At the Haiti Fund we could probably tell you about the number of irrigation trenches dug, grain mills built, or formerly unschooled children enrolled with our funds. But that’s not the real impact we’ve made. The real impact of this kind of philanthropy is evidenced by whether we have left Haitian organizations prouder and more powerful to work things out together—to improve their communities and society—over the very, very long haul, long after we funders have gone home and stopped measuring.

3. Focus on depth, not breadth.

Because poverty is undeniably multi-layered, I have learned to peel off the layers of the onion in a local context instead of trying to go quickly to scale. It’s not just about lack of income, lack of infrastructure, lack of education, lack of health care, or lack of any particular resource. Poverty may also be perpetuated by entrenched social norms, by structural and internalized oppression, by lack of a political voice or right to hold one’s government accountable. I have seen that all of these layers must be addressed for an individual or a community to move forward. Our goal is not the number of lives touched or specific behaviors changed, but the number of communities transformed—and that requires digging deep into the spiritual, intellectual, social, economic, and physical ecosystems which shape individuals.

When we first established the Haiti Fund I envisioned rebuilding broken urban infrastructure, like schools and hospitals, homes and roads. Based on the deep wisdom of our Advisory Council and incomparable staff, we chose instead to repair a crippled agrarian economy, help Haitian farmers organize to feed themselves and their country, block competitive, cheap foreign food imports, and to hold USAID accountable. We chose to help the most oppressed Haitian children – 200,000 indentured servants – go to fast track primary schools to have a shot at dignity and independent futures. We chose to train teachers to view teaching as a profession rather than just food on the table. We chose to support painstakingly long dialogues, neighborhood by neighborhood, to change social norms against child abuse, domestic violence and corporal punishment in schools. We chose to invest in rebuilding social trust among people who for centuries have been pitted against each other.

Many times we have chosen to fund one-off projects and small enterprises, rather than systemic solutions, because Haiti at this time is so fractured. It has a national curriculum, but not a national education system. It has a national teaching hospital, but not an integrated national health care system. It has a national Parliament, but no municipal elections. So, while it would in some ways be ideal to propel change on a large scale, that is not so realistic in Haiti. In the absence of ample opportunities for large-scale systems change, I have learned that changing realities for one child, one family, one school, one commune, or one group of 100 women, is deeply gratifying. Each time we do so, we announce that a new Haiti is possible, if we practice “Tet Anba Philanthropy.”

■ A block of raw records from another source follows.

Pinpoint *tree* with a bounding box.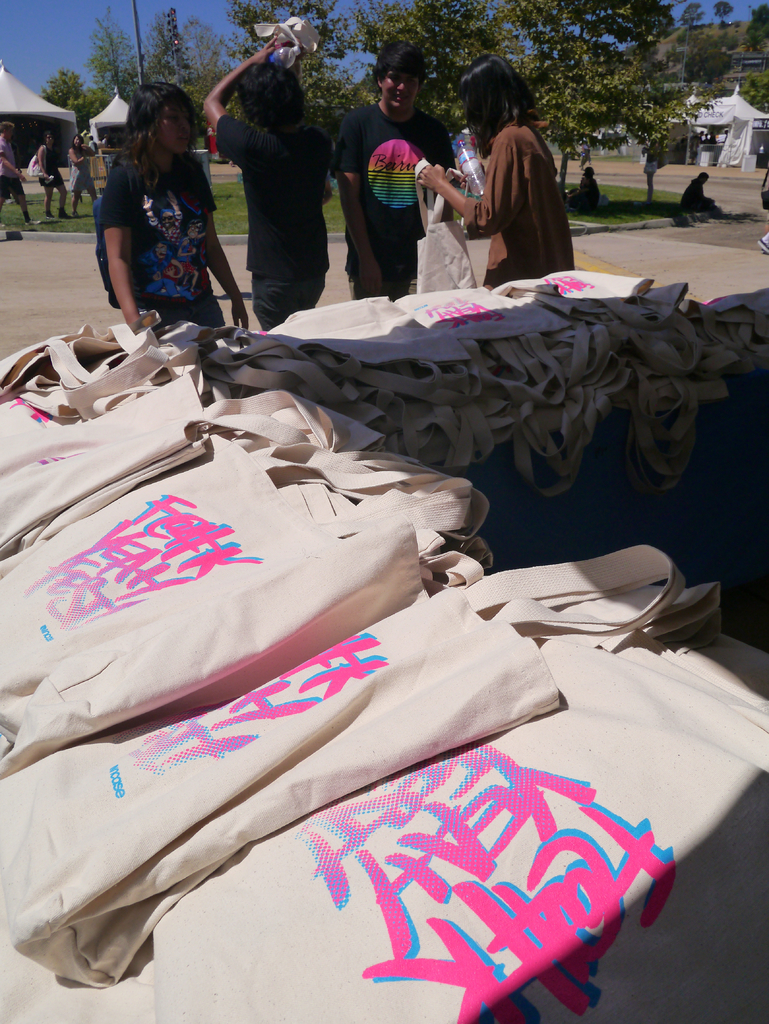
bbox=(88, 4, 141, 109).
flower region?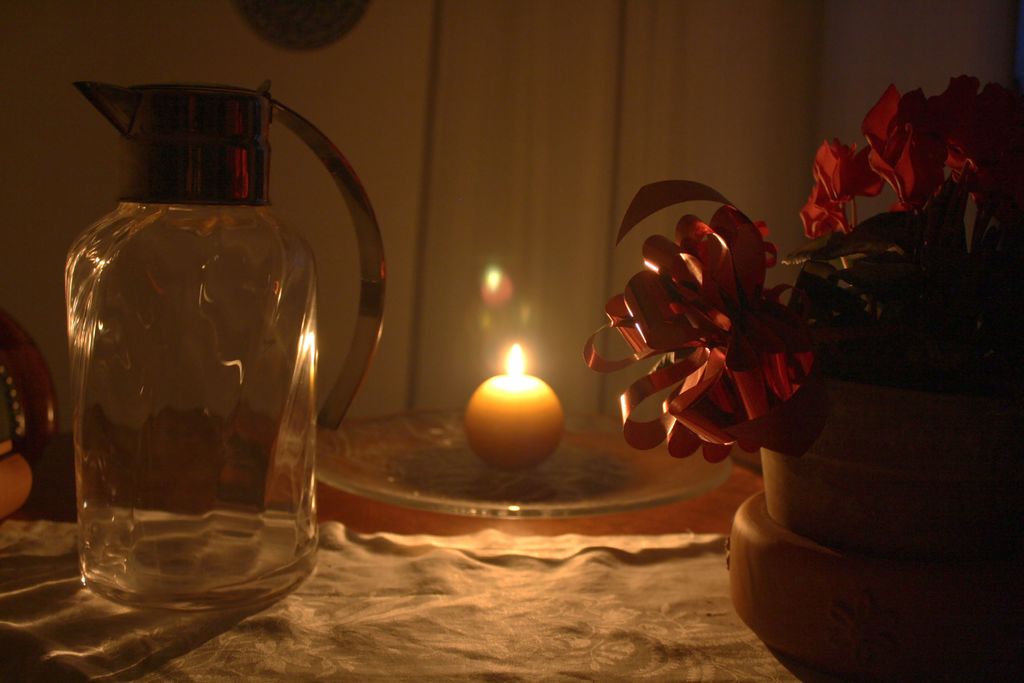
box=[607, 171, 847, 477]
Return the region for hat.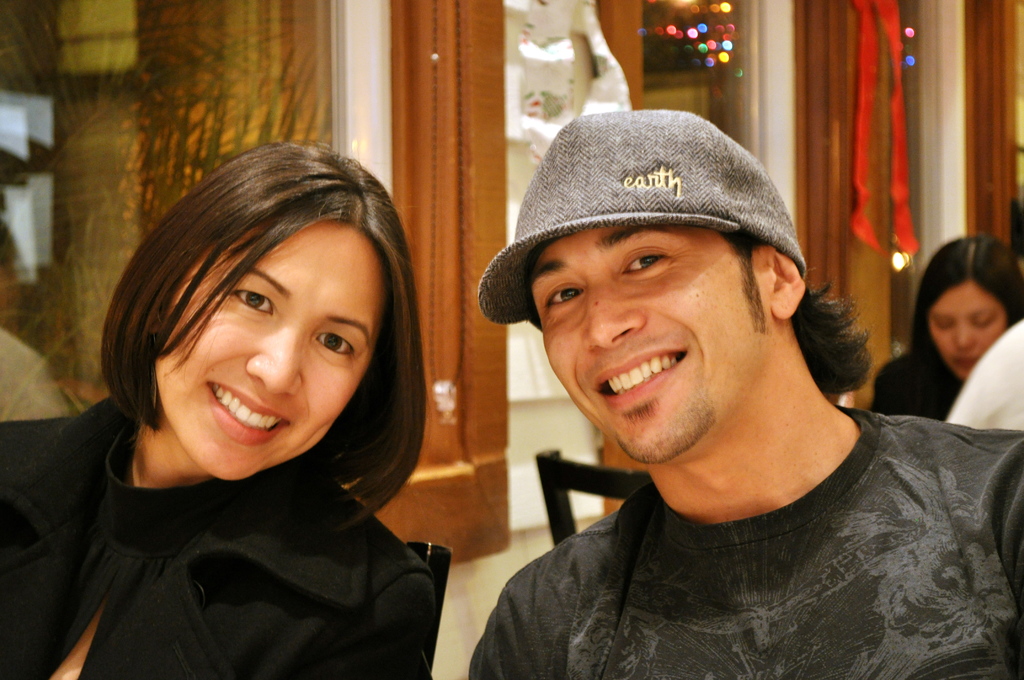
[477,111,808,327].
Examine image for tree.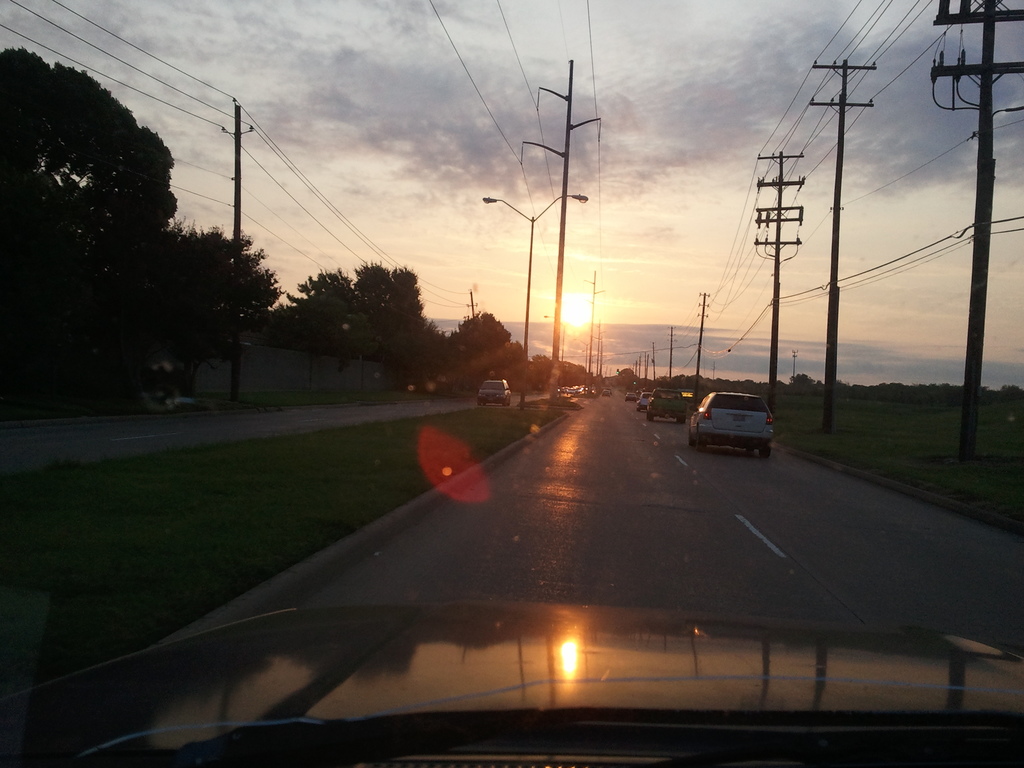
Examination result: 280/260/445/399.
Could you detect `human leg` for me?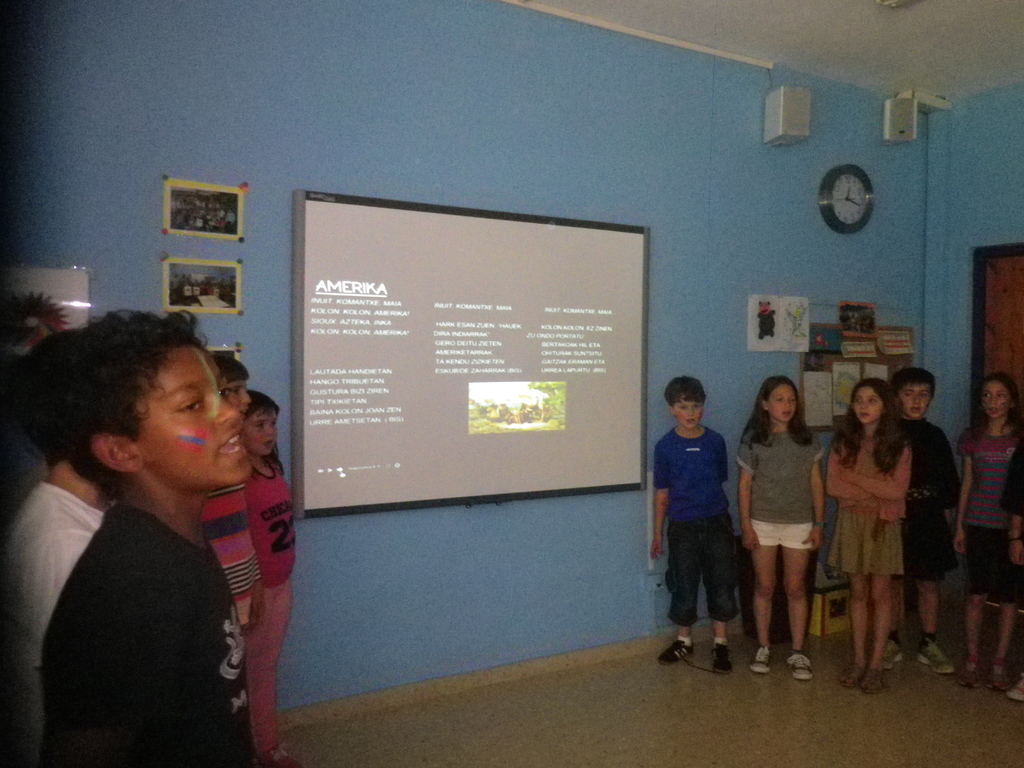
Detection result: locate(746, 516, 778, 673).
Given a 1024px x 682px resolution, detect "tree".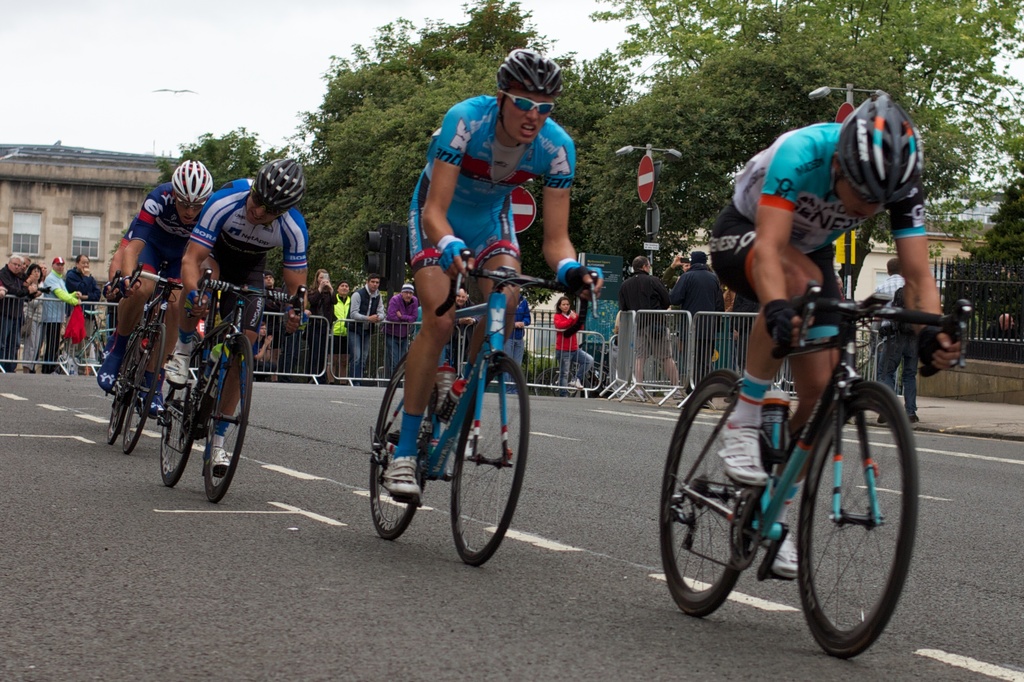
(x1=287, y1=0, x2=623, y2=301).
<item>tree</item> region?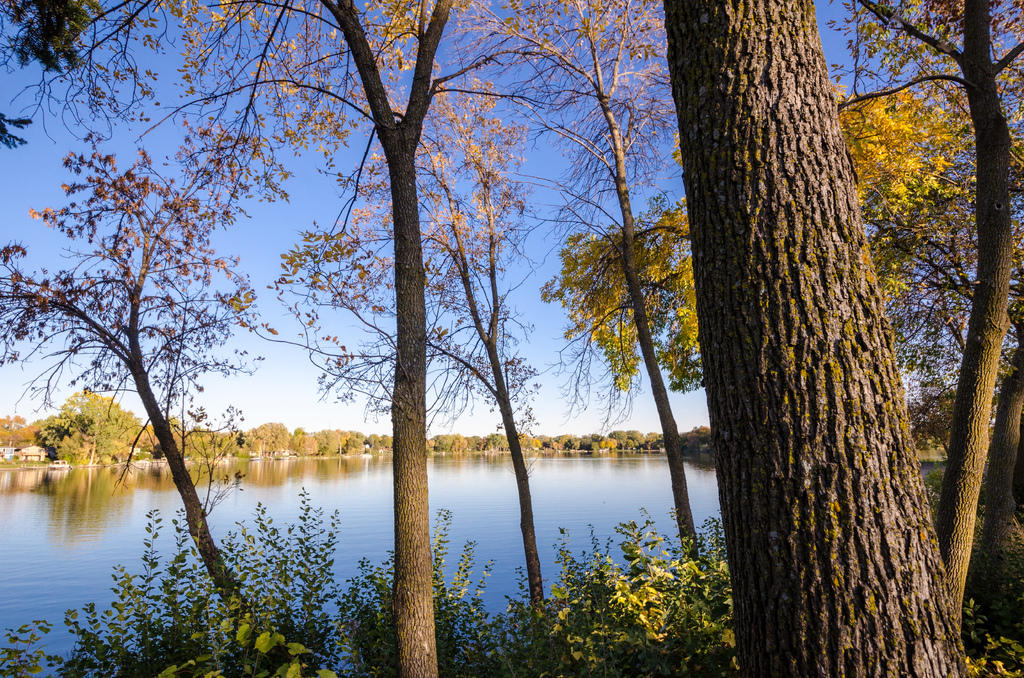
15/25/987/617
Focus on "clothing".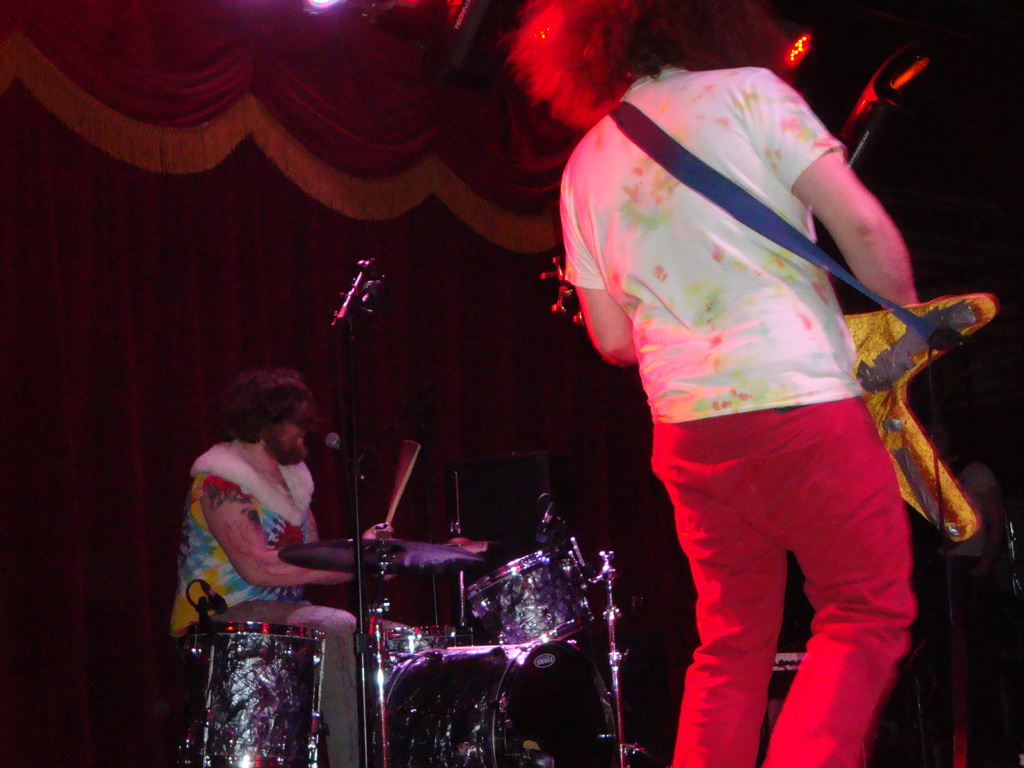
Focused at locate(577, 61, 961, 708).
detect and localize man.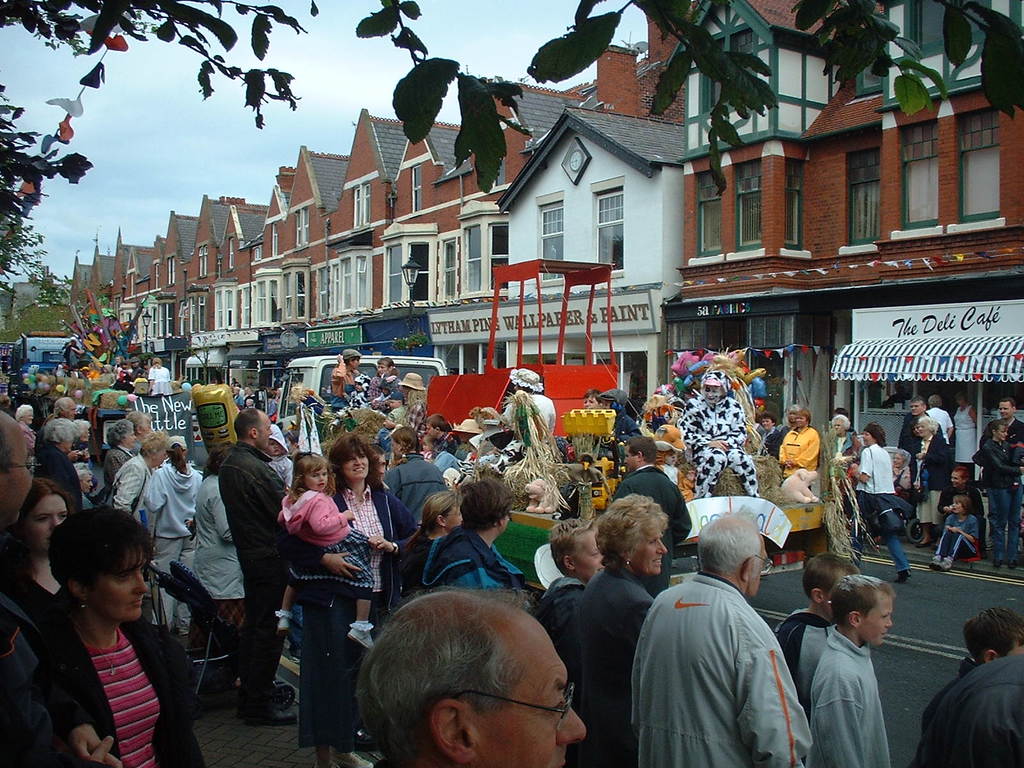
Localized at 900:400:926:466.
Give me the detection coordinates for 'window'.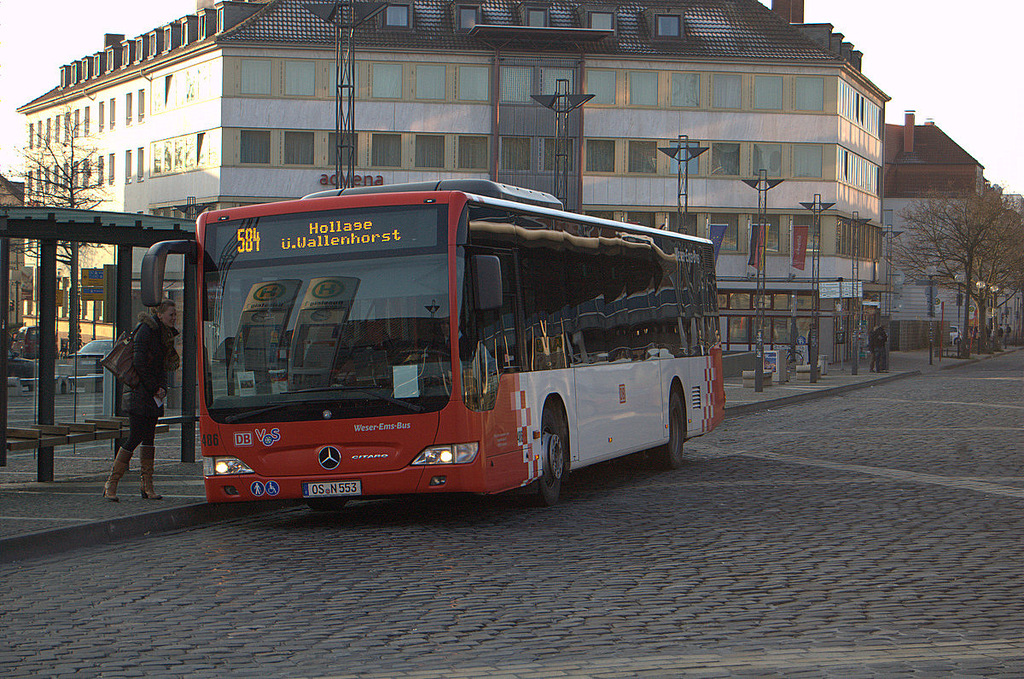
l=540, t=134, r=578, b=171.
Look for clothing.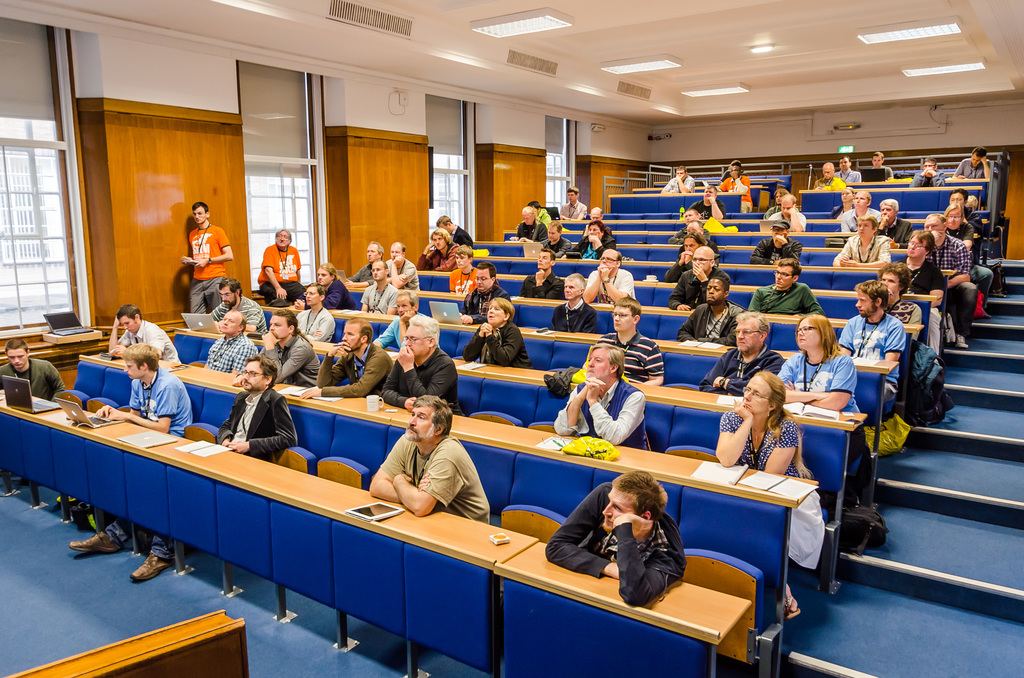
Found: 769:215:803:234.
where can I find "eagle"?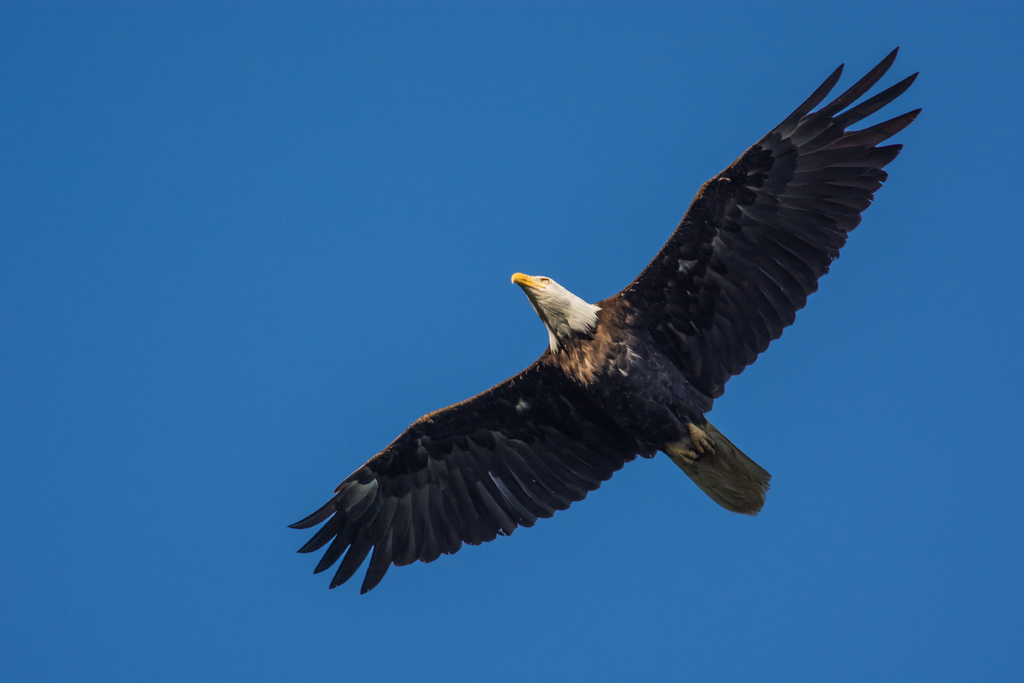
You can find it at [288, 46, 922, 597].
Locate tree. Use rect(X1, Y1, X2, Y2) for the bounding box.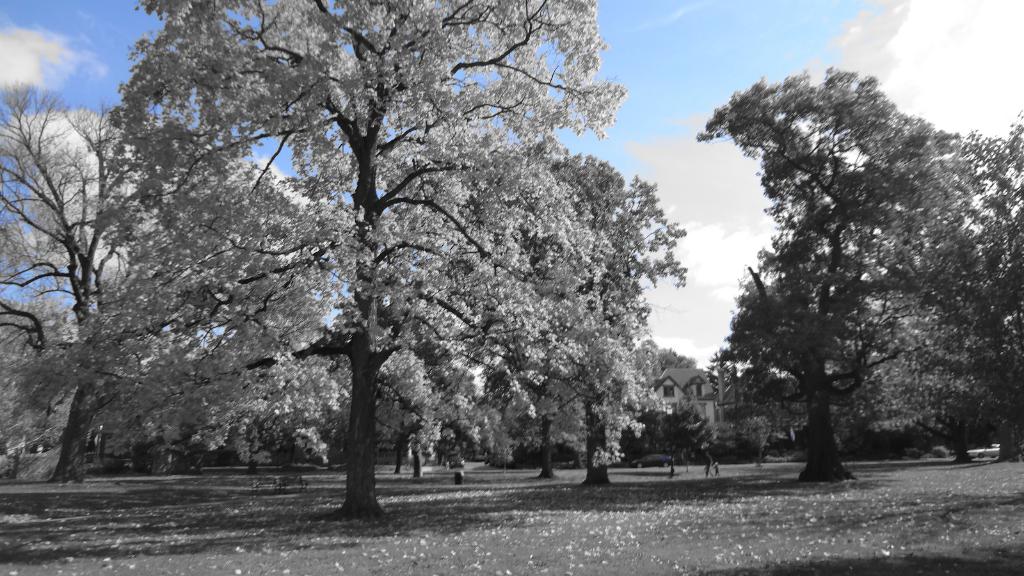
rect(0, 67, 206, 484).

When you turn the power dynamics in philanthropy upside down, when your “head is underneath,” you can see the day-to-day needs and dreams of grassroots Haitians all the more clearly.

The Haiti Fund had one mission: To help Haitians rebuild their own country after the January, 2010 earthquake. Having raised and disbursed $2.1 million in grants to the grassroots nonprofits and community-based organizations, The Haiti Fund plans to close on the fifth anniversary, in hope that others will carry the torch for the country their founders, staff, and residents so dearly love. For more information, visit the Boston Foundation website or call 617-338-1700.

Cover photograph courtesy of The Haiti Fund; all other photographs by Suzanne Skees. 

LEARN more about the Boston Foundation here.